The court said that resolutions by local authorities calling the Unification Church and the UPF “antisocial” are not illegal. In a similar case, the European Court of Human Rights decided differently.
by Massimo Introvigne
On February 28, 2024, the District Court of Osaka rendered a decision in a civil case concerning the Unification Church (now called the Family Federation for World Peace and Unification, FFWPU) in Japan and organizations connected with it, including the Universal Peace Federation (UPF).
The City Council of Osaka, the City Council of Tondabayashi (another city in the Osaka Prefecture), and the Osaka Prefectural Assembly all adopted between September and December 2022, as a consequence of the anti-Unification-Church campaigns following the assassination of Former Prime Minister Shinzo Abe, resolutions stating that they would sever ties with the FFWPU and its “affiliated” organizations, including UPF. They called these organizations “antisocial.”
The Osaka UPF filed a lawsuit, seeking revocation of the resolutions and damages. On February 28, the District Court of Osaka decided against the Osaka UPF. It claimed that the resolutions were political statements with no direct legal effects or consequences. The court argued that, unlike private citizens or organizations, national or local governments enjoy “autonomous authority” and can make “discretionary policy decisions” based on a standard of “reasonable rationality,” which is something less than a standard of “truth.” That the FFWPU and its “affiliate” organizations are “antisocial” is within the parameters of “reasonable rationality” the court said, since there is no doubt that the Unification Church has become a “social issue” after the Abe assassination. The fact that the government has filed a legal action requesting the dissolution of the FFWPU as a religious corporation was probably also a factor in the court’s determination of “reasonable rationality.”
The decision is, however, wrong. There is no need to be an expert of Japanese law to come to this conclusion. Japan has signed the International Covenant on Civil and Political Rights (ICCPR), whose Article 17 states that “no one should be subjected to… unlawful attacks on his honor and reputation. Everyone has the right to the protection of the law against such interference or attacks.” Courts throughout the world have consistently interpreted Article 17 as applicable to religious organizations as well, and coordinated it with the subsequent Article 18, which protects freedom of religion or belief against governmental attempts to interfere with the citizens’ rights to freely choose their religion.
When a national or local government calls a religious group “antisocial,” it jeopardizes its right to honor and reputation, incites discrimination, and interferes with the citizen’s right of deciding which religion they want to join free from governmental pressures—who would want to bear the stigma connected with joining a religion officially declared “antisocial”?
The European Court of Human Rights (ECHR), interpreting provisions of the European Convention on Human Rights that are very similar to the corresponding ICCPR articles, on December 13, 2022, ruled against Bulgaria. The case concerned a letter sent by the Municipality of Burgas to all the city’s public schools, explaining that the Church of Jesus Christ of Latter-day Saints, popularly known as the “Mormon” Church, the Jehovah’s Witnesses, and three local Pentecostal Churches were “cults” (секти, sekti) and were “dangerous,” which is of course similar to stating they are “antisocial” (case “Tonchev v. Bulgaria”).
Interestingly, the same ECHR had ruled twenty-one years before, in 2001, that the French government had a right to call some groups “cults” (in French, “sectes”). Although that decision was in part based on a technicality (for some of the French governmental publications the plaintiff, in that case the Jehovah’s Witnesses, had filed the complaint too late), in 2022 the ECHR noted that in twenty-one years the context had changed, and it had been repeatedly demonstrated that when public authorities call a religious minority “dangerous” or “a cult” this invariably produces discrimination against it.
The ECHR also noted that in 2021 in a case concerning the ISKCON, better known as the Hare Krishna movement, it had ruled that the Russian government cannot call in public documents the group “destructive” and “a cult.”
In both cases, the documents and texts issued by the public authorities had no legal effects, but as the ECHR said in the “Tonchev” case such statements by local or national governments have “negative repercussions on the exercise of religious freedom by the members of the churches in question.” They will likely be discriminated, and their missionary activities may become difficult or even impossible. The fact that the statement by the Municipality of Burgas “did not directly restrict the right of the applicant pastors or their co-religionists to manifest their religion in worship and practice” was not regarded as relevant. Statements by public authorities may have no direct legal consequences and at the same time create serious discrimination.
In Osaka, the same principles should have applied, the more so in the case of the UPF. The UPF has the same founders as the FFWPU but the overwhelming majority of those who participate in its activities and its 100,000 Ambassadors for Peace in the world are not members of the FFWPU.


* WHAT THE TASK ASKS *
The job is to find each line of the records below that includes the word "components" and copy it.

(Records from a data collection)
————————

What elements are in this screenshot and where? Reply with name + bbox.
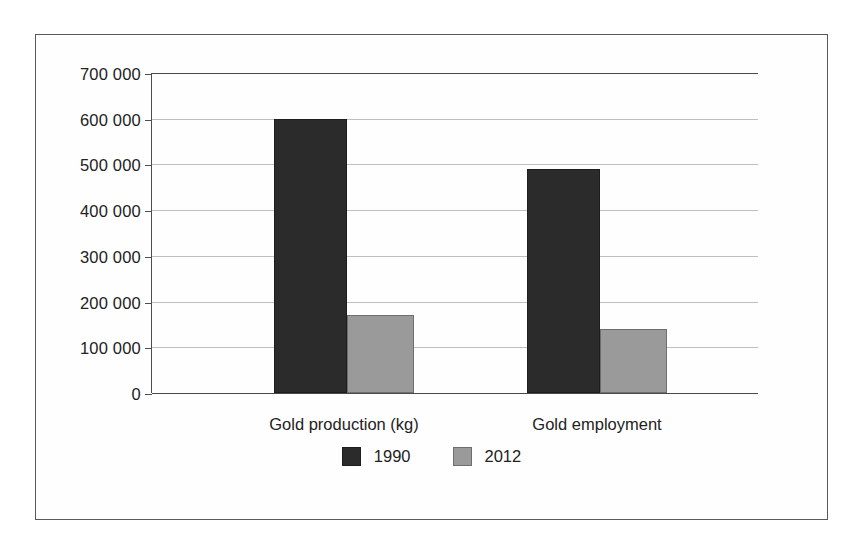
ytick-label-600000: 600 000 [80, 110, 141, 129]
legend-item-1990: 1990 [342, 447, 411, 466]
gridline-600000: 600 000 [152, 119, 758, 120]
chart-legend: 1990 2012 [36, 447, 827, 466]
bar-1990-gold-employment [527, 169, 600, 393]
legend-label-1990: 1990 [374, 447, 411, 466]
ytick-label-400000: 400 000 [80, 202, 141, 221]
ytick-mark-700000 [145, 74, 152, 75]
plot-area: 700 000 600 000 500 000 400 000 300 000 … [151, 73, 758, 393]
gridline-0-baseline: 0 [152, 393, 758, 394]
bar-1990-gold-production [274, 119, 347, 393]
category-label-gold-production: Gold production (kg) [269, 415, 419, 434]
gridline-700000: 700 000 [152, 73, 758, 74]
gridline-500000: 500 000 [152, 164, 758, 165]
gridline-100000: 100 000 [152, 347, 758, 348]
ytick-label-100000: 100 000 [80, 339, 141, 358]
legend-label-2012: 2012 [485, 447, 522, 466]
bar-2012-gold-production [347, 315, 414, 393]
gridline-400000: 400 000 [152, 210, 758, 211]
gridline-300000: 300 000 [152, 256, 758, 257]
ytick-label-700000: 700 000 [80, 65, 141, 84]
ytick-mark-100000 [145, 348, 152, 349]
ytick-mark-600000 [145, 120, 152, 121]
category-label-gold-employment: Gold employment [532, 415, 661, 434]
legend-item-2012: 2012 [453, 447, 522, 466]
ytick-mark-500000 [145, 165, 152, 166]
ytick-label-200000: 200 000 [80, 293, 141, 312]
ytick-mark-200000 [145, 303, 152, 304]
ytick-label-0: 0 [132, 385, 141, 404]
ytick-mark-300000 [145, 257, 152, 258]
legend-swatch-2012-icon [453, 447, 472, 466]
ytick-mark-400000 [145, 211, 152, 212]
ytick-label-300000: 300 000 [80, 247, 141, 266]
ytick-mark-0 [145, 394, 152, 395]
gridline-200000: 200 000 [152, 302, 758, 303]
chart-figure: 700 000 600 000 500 000 400 000 300 000 … [35, 34, 828, 520]
ytick-label-500000: 500 000 [80, 156, 141, 175]
legend-swatch-1990-icon [342, 447, 361, 466]
bar-2012-gold-employment [600, 329, 667, 393]
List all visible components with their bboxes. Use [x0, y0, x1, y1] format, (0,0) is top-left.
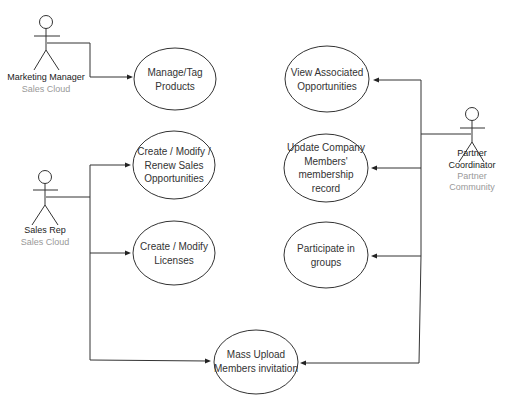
connector-sales-rep-to-licenses: [90, 197, 131, 256]
text-line: Members': [287, 155, 365, 169]
text-line: Renew Sales: [137, 158, 210, 172]
text-line: Licenses: [140, 253, 208, 267]
use-case-label-update-membership-record: Update Company Members' membership recor…: [287, 141, 365, 195]
use-case-label-mass-upload-invitation: Mass Upload Members invitation: [214, 348, 298, 375]
text-line: Opportunities: [291, 79, 364, 93]
actor-system: Sales Cloud: [21, 236, 70, 247]
use-case-label-manage-tag-products: Manage/Tag Products: [147, 66, 202, 93]
actor-label-partner-coordinator: Partner Coordinator Partner Community: [448, 137, 495, 205]
connector-partner-to-participate: [371, 168, 421, 259]
text-line: membership: [287, 168, 365, 182]
text-line: View Associated: [291, 66, 364, 80]
use-case-label-create-modify-licenses: Create / Modify Licenses: [140, 240, 208, 267]
text-line: Update Company: [287, 141, 365, 155]
use-case-label-create-modify-renew-opps: Create / Modify / Renew Sales Opportunit…: [137, 145, 210, 186]
use-case-label-view-associated-opps: View Associated Opportunities: [291, 66, 364, 93]
text-line: Mass Upload: [214, 348, 298, 362]
text-line: Opportunities: [137, 172, 210, 186]
use-case-label-participate-groups: Participate in groups: [297, 242, 355, 269]
text-line: Create / Modify /: [137, 145, 210, 159]
text-line: record: [287, 182, 365, 196]
connector-partner-to-view-opps: [373, 78, 471, 135]
actor-system: Partner Community: [448, 171, 495, 194]
actor-label-marketing-manager: Marketing Manager Sales Cloud: [7, 61, 85, 106]
text-line: groups: [297, 255, 355, 269]
text-line: Members invitation: [214, 361, 298, 375]
actor-name: Partner Coordinator: [448, 149, 495, 170]
actor-system: Sales Cloud: [7, 83, 85, 94]
text-line: Manage/Tag: [147, 66, 202, 80]
text-line: Create / Modify: [140, 240, 208, 254]
connector-sales-rep-to-renew-opps: [46, 163, 131, 198]
connector-partner-to-update-record: [371, 134, 421, 171]
text-line: Products: [147, 79, 202, 93]
text-line: Participate in: [297, 242, 355, 256]
actor-name: Sales Rep: [24, 225, 66, 235]
actor-label-sales-rep: Sales Rep Sales Cloud: [21, 214, 70, 259]
actor-name: Marketing Manager: [7, 72, 85, 82]
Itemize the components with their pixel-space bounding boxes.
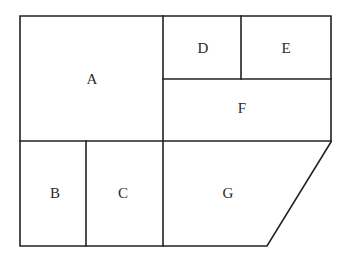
partition-diagram: A B C D E F G <box>0 0 347 264</box>
region-label-c: C <box>118 185 128 201</box>
region-label-a: A <box>87 71 98 87</box>
region-label-b: B <box>50 185 60 201</box>
region-label-g: G <box>223 185 234 201</box>
region-label-f: F <box>238 100 246 116</box>
region-label-d: D <box>198 40 209 56</box>
region-label-e: E <box>281 40 290 56</box>
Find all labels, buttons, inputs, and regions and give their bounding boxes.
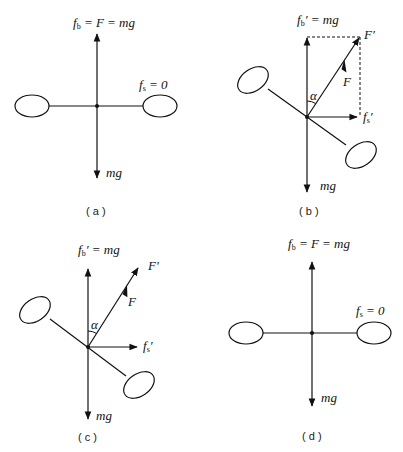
upper-mass [233,61,273,99]
label-friction: fs′ [143,338,153,354]
label-force: F [342,74,352,89]
lower-mass [119,366,159,404]
right-mass [143,95,177,117]
label-top: fb = F = mg [73,15,135,31]
panel-c: fb′ = mg F′ F α fs′ mg ( c ) [15,242,159,443]
left-mass [15,95,49,117]
label-bottom: mg [320,178,336,193]
pivot-dot [86,345,90,349]
force-diagram-figure: fb = F = mg fs = 0 mg ( a ) fb′ = mg F′ … [0,0,403,452]
caption-b: ( b ) [299,205,319,217]
label-right: fs = 0 [139,77,168,93]
panel-b: fb′ = mg F′ F α fs′ mg ( b ) [233,12,381,217]
label-top: fb = F = mg [288,236,350,252]
right-mass [357,322,391,344]
caption-c: ( c ) [78,431,97,443]
label-bottom: mg [321,390,337,405]
panel-d: fb = F = mg fs = 0 mg ( d ) [229,236,391,442]
label-top: fb′ = mg [297,12,339,28]
label-top: fb′ = mg [78,242,120,258]
resultant-arrow [307,38,359,117]
pivot-dot [95,104,99,108]
panel-a: fb = F = mg fs = 0 mg ( a ) [15,15,177,217]
label-force: F [127,294,137,309]
label-bottom: mg [96,408,112,423]
pivot-dot [305,115,309,119]
left-mass [229,322,263,344]
pivot-dot [310,331,314,335]
label-resultant: F′ [147,258,159,273]
label-angle: α [310,88,318,103]
caption-a: ( a ) [86,205,106,217]
label-right: fs = 0 [356,303,385,319]
upper-mass [15,291,55,329]
label-friction: fs′ [363,109,373,125]
label-angle: α [91,317,99,332]
label-resultant: F′ [363,27,375,42]
label-bottom: mg [106,165,122,180]
force-mid-arrowhead [342,59,347,73]
caption-d: ( d ) [302,430,322,442]
lower-mass [341,136,381,174]
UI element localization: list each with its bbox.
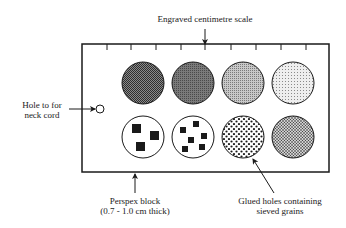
neck-hole-label-line1: Hole to for: [14, 100, 70, 110]
sample-hole-2: [172, 62, 214, 104]
sample-hole-5: [122, 116, 164, 158]
perspex-block-label-line1: Perspex block: [95, 196, 175, 206]
neck-cord-hole: [96, 105, 104, 113]
scale-label: Engraved centimetre scale: [155, 14, 255, 24]
perspex-block-label-line2: (0.7 - 1.0 cm thick): [95, 206, 175, 216]
sample-hole-4: [272, 62, 314, 104]
sample-hole-1: [122, 62, 164, 104]
neck-hole-label-line2: neck cord: [14, 110, 70, 120]
sample-hole-8: [272, 116, 314, 158]
glued-holes-label-line2: sieved grains: [225, 206, 335, 216]
sample-hole-3: [222, 62, 264, 104]
sample-hole-6: [172, 116, 214, 158]
glued-holes-label-line1: Glued holes containing: [225, 196, 335, 206]
sample-hole-7: [222, 116, 264, 158]
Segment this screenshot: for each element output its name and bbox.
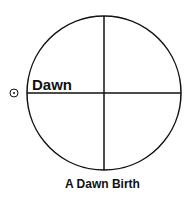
diagram-caption: A Dawn Birth xyxy=(0,177,191,191)
dawn-label: Dawn xyxy=(32,77,72,92)
chart-wheel xyxy=(0,0,191,199)
sun-icon xyxy=(9,88,19,98)
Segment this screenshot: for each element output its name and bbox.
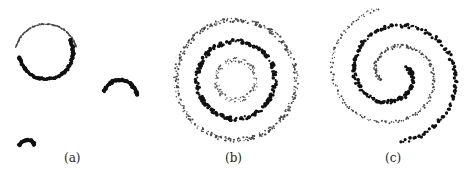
panel-c-points xyxy=(330,8,459,143)
panel-a-points xyxy=(15,23,139,147)
caption-c: (c) xyxy=(385,151,401,165)
caption-a: (a) xyxy=(64,151,81,165)
caption-b: (b) xyxy=(225,151,242,165)
panel-b-points xyxy=(173,18,299,143)
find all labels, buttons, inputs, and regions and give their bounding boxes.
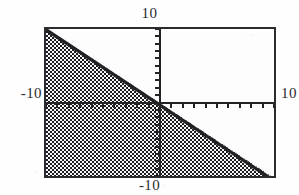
- y-axis-tick: [155, 94, 160, 96]
- y-axis-tick: [155, 131, 160, 133]
- plot-area: [46, 29, 274, 176]
- y-axis-tick: [155, 109, 160, 111]
- y-axis-tick: [155, 43, 160, 45]
- x-axis-tick: [182, 104, 184, 108]
- y-axis-tick: [155, 168, 160, 170]
- x-axis-tick: [262, 104, 264, 108]
- y-axis-tick: [155, 175, 160, 176]
- x-axis-tick: [239, 104, 241, 108]
- x-axis-tick: [46, 104, 47, 108]
- y-axis-ticks: [155, 29, 160, 176]
- y-axis-tick: [155, 35, 160, 37]
- y-axis-tick: [155, 57, 160, 59]
- x-axis-tick: [205, 104, 207, 108]
- x-axis-tick: [227, 104, 229, 108]
- x-axis-tick: [273, 104, 274, 108]
- y-axis-tick: [155, 79, 160, 81]
- x-axis-tick: [125, 104, 127, 108]
- y-axis-tick: [155, 146, 160, 148]
- x-axis-tick: [56, 104, 58, 108]
- x-axis-tick: [136, 104, 138, 108]
- y-axis-tick: [155, 124, 160, 126]
- plot-frame: [44, 27, 276, 178]
- x-axis-max-label: 10: [281, 86, 299, 101]
- inequality-region-figure: 10 -10 10 -10: [0, 0, 299, 195]
- y-axis-tick: [155, 87, 160, 89]
- x-axis-tick: [148, 104, 150, 108]
- y-axis-min-label: -10: [0, 178, 299, 193]
- y-axis-tick: [155, 153, 160, 155]
- y-axis-tick: [155, 65, 160, 67]
- y-axis-tick: [155, 138, 160, 140]
- x-axis-ticks: [46, 104, 274, 108]
- x-axis-tick: [68, 104, 70, 108]
- x-axis-tick: [216, 104, 218, 108]
- x-axis-tick: [113, 104, 115, 108]
- x-axis-tick: [193, 104, 195, 108]
- y-axis-max-label: 10: [0, 6, 299, 21]
- y-axis-tick: [155, 50, 160, 52]
- y-axis-tick: [155, 29, 160, 30]
- y-axis-tick: [155, 160, 160, 162]
- x-axis-tick: [170, 104, 172, 108]
- x-axis-tick: [79, 104, 81, 108]
- y-axis-tick: [155, 116, 160, 118]
- x-axis-tick: [250, 104, 252, 108]
- x-axis-min-label: -10: [6, 86, 42, 101]
- x-axis-tick: [102, 104, 104, 108]
- y-axis-tick: [155, 72, 160, 74]
- x-axis-tick: [91, 104, 93, 108]
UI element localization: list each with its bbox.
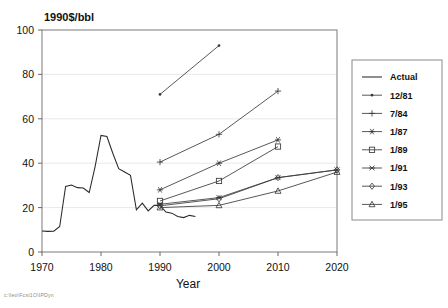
legend-label: Actual [390, 72, 418, 82]
x-tick-label: 2020 [325, 261, 349, 273]
y-tick-label: 100 [16, 24, 34, 36]
y-tick-label: 80 [22, 68, 34, 80]
x-tick-label: 1990 [148, 261, 172, 273]
y-tick-label: 20 [22, 202, 34, 214]
data-point-dot [371, 94, 374, 97]
legend-label: 1/95 [390, 200, 408, 210]
y-tick-label: 40 [22, 157, 34, 169]
x-tick-label: 2000 [207, 261, 231, 273]
y-tick-label: 0 [28, 246, 34, 258]
data-point-dot [218, 44, 221, 47]
legend-label: 12/81 [390, 91, 413, 101]
chart-legend: Actual12/817/841/871/891/911/931/95 [352, 60, 442, 220]
oil-price-forecast-chart: 020406080100 197019801990200020102020 19… [0, 0, 448, 308]
x-tick-label: 1980 [89, 261, 113, 273]
legend-box [352, 60, 442, 220]
data-point-dot [159, 93, 162, 96]
legend-label: 1/93 [390, 182, 408, 192]
y-axis-unit-title: 1990$/bbl [44, 11, 94, 23]
legend-label: 7/84 [390, 109, 408, 119]
legend-label: 1/87 [390, 127, 408, 137]
y-tick-label: 60 [22, 113, 34, 125]
legend-label: 1/89 [390, 145, 408, 155]
x-axis-title: Year [176, 277, 200, 291]
legend-label: 1/91 [390, 163, 408, 173]
x-tick-label: 2010 [266, 261, 290, 273]
x-tick-label: 1970 [30, 261, 54, 273]
source-path-footer: c:\leo\Fcst1O\IPDyn [4, 292, 54, 298]
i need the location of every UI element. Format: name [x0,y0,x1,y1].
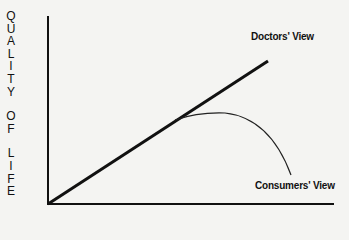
consumers-view-curve [175,113,291,175]
doctors-view-label: Doctors' View [251,31,314,42]
consumers-view-label: Consumers' View [255,180,335,191]
doctors-view-line [48,61,268,204]
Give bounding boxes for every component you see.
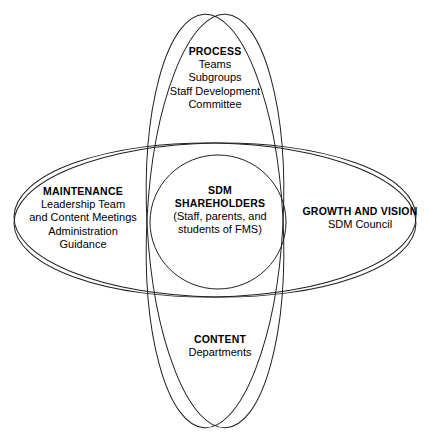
region-line-sdm-2: students of FMS) (150, 223, 290, 236)
region-label-sdm-shareholders: SDM SHAREHOLDERS (Staff, parents, and st… (150, 184, 290, 236)
region-line-sdm-1: (Staff, parents, and (150, 210, 290, 223)
region-line-maintenance-1: Leadership Team (6, 198, 160, 211)
region-label-content: CONTENT Departments (150, 333, 290, 359)
region-title-growth-and-vision: GROWTH AND VISION (290, 205, 430, 218)
region-title-sdm-line-2: SHAREHOLDERS (150, 197, 290, 210)
region-title-sdm-line-1: SDM (150, 184, 290, 197)
region-title-content: CONTENT (150, 333, 290, 346)
region-line-content-1: Departments (150, 346, 290, 359)
region-label-maintenance: MAINTENANCE Leadership Team and Content … (6, 185, 160, 251)
region-line-process-1: Teams (0, 58, 430, 71)
region-line-growth-1: SDM Council (290, 218, 430, 231)
region-line-maintenance-4: Guidance (6, 238, 160, 251)
region-line-process-2: Subgroups (0, 71, 430, 84)
region-title-maintenance: MAINTENANCE (6, 185, 160, 198)
region-label-process: PROCESS Teams Subgroups Staff Developmen… (0, 45, 430, 111)
region-line-process-4: Committee (0, 98, 430, 111)
venn-diagram-canvas: PROCESS Teams Subgroups Staff Developmen… (0, 0, 430, 441)
region-line-maintenance-2: and Content Meetings (6, 211, 160, 224)
region-label-growth-and-vision: GROWTH AND VISION SDM Council (290, 205, 430, 231)
region-line-process-3: Staff Development (0, 85, 430, 98)
region-title-process: PROCESS (0, 45, 430, 58)
region-line-maintenance-3: Administration (6, 225, 160, 238)
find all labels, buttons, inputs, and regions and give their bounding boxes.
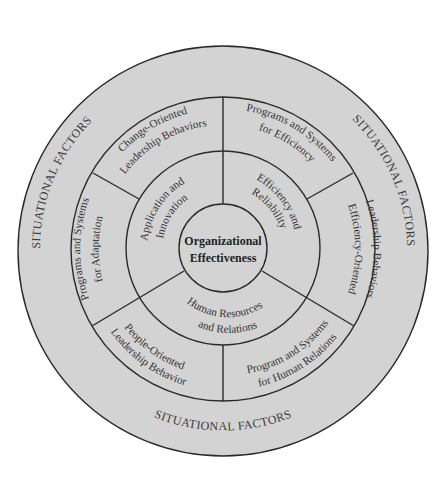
center-label-line1: Organizational	[184, 234, 262, 248]
center-circle	[179, 204, 267, 292]
effectiveness-diagram: SITUATIONAL FACTORS SITUATIONAL FACTORS …	[0, 0, 448, 485]
center-label-line2: Effectiveness	[190, 251, 257, 265]
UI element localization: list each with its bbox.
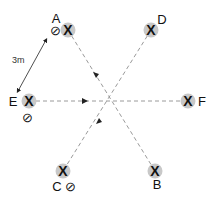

————————

* WRITTEN RESPONSE *
List all visible components with their bboxes. Use [x0, y0, x1, y1] format, (0,0) is top-left.
Itemize the components with their pixel-space bounding boxes.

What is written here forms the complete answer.